Mao against Khrushchev: A Short History of the Sino-Soviet Conflict

Mao against Khrushchev: A Short History of the Sino-Soviet Conflict

Mao against Khrushchev: A Short History of the Sino-Soviet Conflict

Mao against Khrushchev: A Short History of the Sino-Soviet Conflict

Excerpt

This book is primarily an account of relations between the two largest Communist countries in the world, Russia and China, since the establishment of a Communist régime in China in 1949. It is an attempt to describe the development of their relations from the beginning of 1950, when the Soviet and Chinese governments concluded what appeared to be a natural and almost unbeatable alliance, to the moment in mid-1963 when their relations in every sphere had been reduced to the barest minimum and the leaders of both countries were denouncing each other in the strongest terms.

I have tried to tell the story in two ways. In the first part of the book I have described the various stages of the dispute in my own words with a certain amount of necessary interpretation and comment. In the second part will be found the essential documents on which the story is based, arranged in chronological order. The verbosity of Communist leaders made it impossible to include their complete outpourings. I think I have retained the essential passages from the main documents and speeches that will enable the student of the Communist world to read the story in the original, so to speak, and will provide the general reader with all the necessary references.

This is, however, not only an account of relations between Communist Russia and Communist China; it is also to a certain extent a study of the situation in the international Communist movement, of the present state of affairs in the camp of those who proclaim themselves to be the enemies and gravediggers of the democratic world. This was inevitable, because any study of the deterioration of relations between the two main Communist powers must also be a study of the failure of Marxism or Communism to provide a sure basis for their relations or for the 'unity' of the world Communist movement. But in the text and in the documentation, I have been able only to touch lightly on this much wider subject.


The listing below is to be given again in full and word for word, without its images.

RECORDS SUPPLIED:
****

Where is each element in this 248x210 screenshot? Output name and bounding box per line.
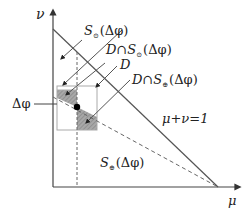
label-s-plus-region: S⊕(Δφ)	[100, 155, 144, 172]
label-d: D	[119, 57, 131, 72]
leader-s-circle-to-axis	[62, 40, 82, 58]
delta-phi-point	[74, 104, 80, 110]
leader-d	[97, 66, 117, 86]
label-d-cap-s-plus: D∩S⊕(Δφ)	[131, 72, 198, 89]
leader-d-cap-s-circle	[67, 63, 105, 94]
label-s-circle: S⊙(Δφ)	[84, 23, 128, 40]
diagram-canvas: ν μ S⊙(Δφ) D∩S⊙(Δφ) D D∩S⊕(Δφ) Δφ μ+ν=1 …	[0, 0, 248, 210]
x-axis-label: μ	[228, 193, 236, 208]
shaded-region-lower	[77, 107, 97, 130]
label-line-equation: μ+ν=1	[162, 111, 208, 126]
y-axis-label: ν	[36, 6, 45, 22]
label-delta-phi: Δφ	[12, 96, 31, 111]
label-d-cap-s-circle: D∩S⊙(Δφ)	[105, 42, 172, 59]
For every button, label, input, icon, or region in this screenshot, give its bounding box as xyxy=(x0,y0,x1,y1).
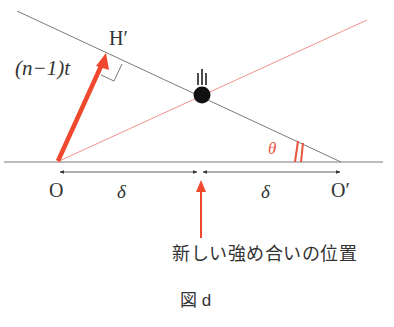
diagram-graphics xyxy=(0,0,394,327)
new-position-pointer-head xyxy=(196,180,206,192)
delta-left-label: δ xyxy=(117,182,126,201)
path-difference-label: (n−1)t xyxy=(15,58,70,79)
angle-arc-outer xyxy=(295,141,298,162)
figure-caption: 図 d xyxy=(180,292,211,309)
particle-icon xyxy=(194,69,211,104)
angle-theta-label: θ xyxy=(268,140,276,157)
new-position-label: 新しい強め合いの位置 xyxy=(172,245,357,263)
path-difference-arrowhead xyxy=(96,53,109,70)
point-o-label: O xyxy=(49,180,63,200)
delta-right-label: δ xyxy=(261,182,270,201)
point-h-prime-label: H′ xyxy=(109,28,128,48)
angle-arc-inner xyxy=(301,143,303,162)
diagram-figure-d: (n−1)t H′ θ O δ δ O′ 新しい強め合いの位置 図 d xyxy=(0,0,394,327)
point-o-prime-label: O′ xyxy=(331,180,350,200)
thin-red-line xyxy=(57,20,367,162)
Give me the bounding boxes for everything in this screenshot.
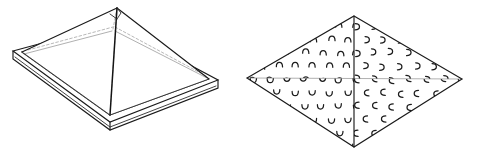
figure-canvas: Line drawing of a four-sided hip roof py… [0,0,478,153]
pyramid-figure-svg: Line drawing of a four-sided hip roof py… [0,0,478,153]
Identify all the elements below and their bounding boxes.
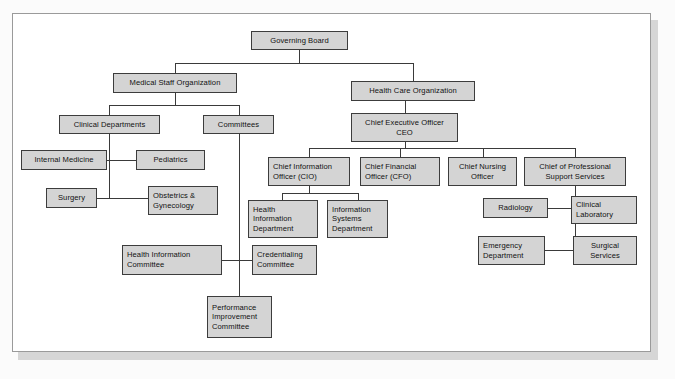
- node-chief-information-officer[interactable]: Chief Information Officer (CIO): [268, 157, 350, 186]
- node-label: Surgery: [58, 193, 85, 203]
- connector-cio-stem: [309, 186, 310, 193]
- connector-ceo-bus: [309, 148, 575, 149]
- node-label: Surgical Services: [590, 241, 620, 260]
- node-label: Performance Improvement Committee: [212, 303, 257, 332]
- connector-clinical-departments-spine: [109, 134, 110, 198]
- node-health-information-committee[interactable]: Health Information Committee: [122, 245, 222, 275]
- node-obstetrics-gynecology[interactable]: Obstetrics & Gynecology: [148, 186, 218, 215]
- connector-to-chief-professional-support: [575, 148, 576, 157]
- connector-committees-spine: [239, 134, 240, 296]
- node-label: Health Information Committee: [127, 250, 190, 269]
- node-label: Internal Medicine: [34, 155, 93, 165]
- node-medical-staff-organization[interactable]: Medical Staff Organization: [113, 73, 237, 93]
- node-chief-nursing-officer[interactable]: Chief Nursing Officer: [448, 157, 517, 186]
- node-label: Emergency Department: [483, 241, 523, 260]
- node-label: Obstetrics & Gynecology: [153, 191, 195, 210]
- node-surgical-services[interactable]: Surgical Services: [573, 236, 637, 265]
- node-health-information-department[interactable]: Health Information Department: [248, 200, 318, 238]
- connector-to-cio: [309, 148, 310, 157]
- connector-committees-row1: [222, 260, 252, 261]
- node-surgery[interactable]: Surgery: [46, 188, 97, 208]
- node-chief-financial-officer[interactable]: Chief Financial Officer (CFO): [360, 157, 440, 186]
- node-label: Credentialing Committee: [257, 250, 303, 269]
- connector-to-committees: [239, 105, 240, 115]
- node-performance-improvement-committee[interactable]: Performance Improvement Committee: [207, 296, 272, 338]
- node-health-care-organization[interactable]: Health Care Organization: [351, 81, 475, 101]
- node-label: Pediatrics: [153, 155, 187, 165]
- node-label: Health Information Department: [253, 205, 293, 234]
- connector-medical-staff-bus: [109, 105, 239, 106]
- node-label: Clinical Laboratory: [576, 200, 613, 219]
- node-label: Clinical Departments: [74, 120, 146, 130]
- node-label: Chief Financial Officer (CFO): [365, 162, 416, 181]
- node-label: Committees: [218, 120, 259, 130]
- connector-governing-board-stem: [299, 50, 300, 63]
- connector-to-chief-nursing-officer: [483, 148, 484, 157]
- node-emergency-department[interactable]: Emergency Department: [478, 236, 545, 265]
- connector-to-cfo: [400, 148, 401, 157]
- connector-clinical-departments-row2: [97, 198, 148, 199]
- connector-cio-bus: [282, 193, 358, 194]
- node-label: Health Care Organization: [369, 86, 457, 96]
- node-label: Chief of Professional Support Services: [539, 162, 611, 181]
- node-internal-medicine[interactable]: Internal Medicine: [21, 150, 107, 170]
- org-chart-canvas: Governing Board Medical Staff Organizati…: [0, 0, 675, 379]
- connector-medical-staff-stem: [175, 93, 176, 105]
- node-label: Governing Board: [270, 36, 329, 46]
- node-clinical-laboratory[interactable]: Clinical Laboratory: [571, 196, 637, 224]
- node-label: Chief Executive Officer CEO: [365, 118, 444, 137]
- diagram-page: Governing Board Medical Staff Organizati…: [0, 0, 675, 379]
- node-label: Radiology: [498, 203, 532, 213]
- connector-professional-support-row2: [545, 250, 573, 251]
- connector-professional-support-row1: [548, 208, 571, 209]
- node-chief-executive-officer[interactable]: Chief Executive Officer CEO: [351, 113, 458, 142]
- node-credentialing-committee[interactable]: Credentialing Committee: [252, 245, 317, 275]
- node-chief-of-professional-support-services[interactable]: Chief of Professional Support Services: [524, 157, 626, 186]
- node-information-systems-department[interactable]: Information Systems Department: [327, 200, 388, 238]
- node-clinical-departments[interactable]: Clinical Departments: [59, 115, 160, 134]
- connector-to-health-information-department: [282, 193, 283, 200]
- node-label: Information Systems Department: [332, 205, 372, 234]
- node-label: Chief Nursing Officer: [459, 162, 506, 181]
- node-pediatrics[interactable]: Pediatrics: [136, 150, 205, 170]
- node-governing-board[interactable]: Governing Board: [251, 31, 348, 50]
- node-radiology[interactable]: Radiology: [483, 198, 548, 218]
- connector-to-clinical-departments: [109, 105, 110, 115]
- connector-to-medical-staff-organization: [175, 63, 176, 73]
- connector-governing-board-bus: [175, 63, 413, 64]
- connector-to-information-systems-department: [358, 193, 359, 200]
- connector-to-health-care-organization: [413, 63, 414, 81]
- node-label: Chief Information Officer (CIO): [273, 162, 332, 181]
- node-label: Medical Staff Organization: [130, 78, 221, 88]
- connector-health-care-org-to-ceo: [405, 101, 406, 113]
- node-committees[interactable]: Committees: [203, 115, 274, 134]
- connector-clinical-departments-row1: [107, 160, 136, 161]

****

SOLUTION TO THIS EXERCISE:
Where is each element in this 248x210 screenshot? Output name and bounding box per line.
label-s-plus-region: S⊕(Δφ)	[100, 155, 144, 172]
label-d: D	[119, 57, 131, 72]
leader-s-circle-to-axis	[62, 40, 82, 58]
delta-phi-point	[74, 104, 80, 110]
leader-d	[97, 66, 117, 86]
label-d-cap-s-plus: D∩S⊕(Δφ)	[131, 72, 198, 89]
leader-d-cap-s-circle	[67, 63, 105, 94]
label-s-circle: S⊙(Δφ)	[84, 23, 128, 40]
diagram-canvas: ν μ S⊙(Δφ) D∩S⊙(Δφ) D D∩S⊕(Δφ) Δφ μ+ν=1 …	[0, 0, 248, 210]
x-axis-label: μ	[228, 193, 236, 208]
shaded-region-lower	[77, 107, 97, 130]
label-line-equation: μ+ν=1	[162, 111, 208, 126]
y-axis-label: ν	[36, 6, 45, 22]
label-delta-phi: Δφ	[12, 96, 31, 111]
label-d-cap-s-circle: D∩S⊙(Δφ)	[105, 42, 172, 59]
For every button, label, input, icon, or region in this screenshot, give its bounding box as xyxy=(x0,y0,x1,y1).
diagram-graphics xyxy=(0,0,394,327)
new-position-pointer-head xyxy=(196,180,206,192)
delta-left-label: δ xyxy=(117,182,126,201)
path-difference-label: (n−1)t xyxy=(15,58,70,79)
angle-arc-outer xyxy=(295,141,298,162)
figure-caption: 図 d xyxy=(180,292,211,309)
particle-icon xyxy=(194,69,211,104)
angle-theta-label: θ xyxy=(268,140,276,157)
new-position-label: 新しい強め合いの位置 xyxy=(172,245,357,263)
path-difference-arrowhead xyxy=(96,53,109,70)
point-o-label: O xyxy=(49,180,63,200)
delta-right-label: δ xyxy=(261,182,270,201)
point-h-prime-label: H′ xyxy=(109,28,128,48)
angle-arc-inner xyxy=(301,143,303,162)
diagram-figure-d: (n−1)t H′ θ O δ δ O′ 新しい強め合いの位置 図 d xyxy=(0,0,394,327)
point-o-prime-label: O′ xyxy=(331,180,350,200)
thin-red-line xyxy=(57,20,367,162)
Give me the bounding boxes for everything in this screenshot.
figure-canvas: Line drawing of a four-sided hip roof py… [0,0,478,153]
pyramid-figure-svg: Line drawing of a four-sided hip roof py… [0,0,478,153]
Identify all the elements below and their bounding boxes.
- node-chief-information-officer[interactable]: Chief Information Officer (CIO): [268, 157, 350, 186]
- node-label: Surgery: [58, 193, 85, 203]
- connector-cio-stem: [309, 186, 310, 193]
- connector-ceo-bus: [309, 148, 575, 149]
- node-label: Surgical Services: [590, 241, 620, 260]
- node-label: Performance Improvement Committee: [212, 303, 257, 332]
- connector-clinical-departments-spine: [109, 134, 110, 198]
- node-health-information-committee[interactable]: Health Information Committee: [122, 245, 222, 275]
- node-obstetrics-gynecology[interactable]: Obstetrics & Gynecology: [148, 186, 218, 215]
- connector-to-chief-professional-support: [575, 148, 576, 157]
- connector-committees-spine: [239, 134, 240, 296]
- node-label: Health Information Committee: [127, 250, 190, 269]
- node-label: Internal Medicine: [34, 155, 93, 165]
- node-medical-staff-organization[interactable]: Medical Staff Organization: [113, 73, 237, 93]
- node-chief-nursing-officer[interactable]: Chief Nursing Officer: [448, 157, 517, 186]
- node-label: Emergency Department: [483, 241, 523, 260]
- node-label: Obstetrics & Gynecology: [153, 191, 195, 210]
- node-surgical-services[interactable]: Surgical Services: [573, 236, 637, 265]
- node-health-information-department[interactable]: Health Information Department: [248, 200, 318, 238]
- connector-to-cio: [309, 148, 310, 157]
- connector-committees-row1: [222, 260, 252, 261]
- node-surgery[interactable]: Surgery: [46, 188, 97, 208]
- node-chief-financial-officer[interactable]: Chief Financial Officer (CFO): [360, 157, 440, 186]
- node-label: Credentialing Committee: [257, 250, 303, 269]
- connector-to-committees: [239, 105, 240, 115]
- node-performance-improvement-committee[interactable]: Performance Improvement Committee: [207, 296, 272, 338]
- node-health-care-organization[interactable]: Health Care Organization: [351, 81, 475, 101]
- node-label: Pediatrics: [153, 155, 187, 165]
- node-label: Health Information Department: [253, 205, 293, 234]
- connector-medical-staff-bus: [109, 105, 239, 106]
- node-label: Clinical Laboratory: [576, 200, 613, 219]
- node-label: Clinical Departments: [74, 120, 146, 130]
- node-label: Chief Financial Officer (CFO): [365, 162, 416, 181]
- node-label: Committees: [218, 120, 259, 130]
- connector-governing-board-stem: [299, 50, 300, 63]
- connector-to-chief-nursing-officer: [483, 148, 484, 157]
- node-emergency-department[interactable]: Emergency Department: [478, 236, 545, 265]
- connector-to-cfo: [400, 148, 401, 157]
- connector-clinical-departments-row2: [97, 198, 148, 199]
- connector-cio-bus: [282, 193, 358, 194]
- node-label: Health Care Organization: [369, 86, 457, 96]
- node-label: Chief of Professional Support Services: [539, 162, 611, 181]
- node-internal-medicine[interactable]: Internal Medicine: [21, 150, 107, 170]
- org-chart-canvas: Governing Board Medical Staff Organizati…: [0, 0, 675, 379]
- connector-medical-staff-stem: [175, 93, 176, 105]
- node-label: Governing Board: [270, 36, 329, 46]
- node-clinical-laboratory[interactable]: Clinical Laboratory: [571, 196, 637, 224]
- node-label: Chief Executive Officer CEO: [365, 118, 444, 137]
- diagram-page: Governing Board Medical Staff Organizati…: [0, 0, 675, 379]
- node-label: Radiology: [498, 203, 532, 213]
- connector-professional-support-row2: [545, 250, 573, 251]
- connector-professional-support-row1: [548, 208, 571, 209]
- node-chief-executive-officer[interactable]: Chief Executive Officer CEO: [351, 113, 458, 142]
- node-credentialing-committee[interactable]: Credentialing Committee: [252, 245, 317, 275]
- node-chief-of-professional-support-services[interactable]: Chief of Professional Support Services: [524, 157, 626, 186]
- node-information-systems-department[interactable]: Information Systems Department: [327, 200, 388, 238]
- node-clinical-departments[interactable]: Clinical Departments: [59, 115, 160, 134]
- connector-to-health-information-department: [282, 193, 283, 200]
- node-label: Information Systems Department: [332, 205, 372, 234]
- node-label: Chief Nursing Officer: [459, 162, 506, 181]
- node-pediatrics[interactable]: Pediatrics: [136, 150, 205, 170]
- node-governing-board[interactable]: Governing Board: [251, 31, 348, 50]
- node-radiology[interactable]: Radiology: [483, 198, 548, 218]
- connector-to-clinical-departments: [109, 105, 110, 115]
- connector-to-medical-staff-organization: [175, 63, 176, 73]
- connector-governing-board-bus: [175, 63, 413, 64]
- connector-to-information-systems-department: [358, 193, 359, 200]
- connector-to-health-care-organization: [413, 63, 414, 81]
- node-label: Chief Information Officer (CIO): [273, 162, 332, 181]
- node-label: Medical Staff Organization: [130, 78, 221, 88]
- connector-health-care-org-to-ceo: [405, 101, 406, 113]
- node-committees[interactable]: Committees: [203, 115, 274, 134]
- connector-clinical-departments-row1: [107, 160, 136, 161]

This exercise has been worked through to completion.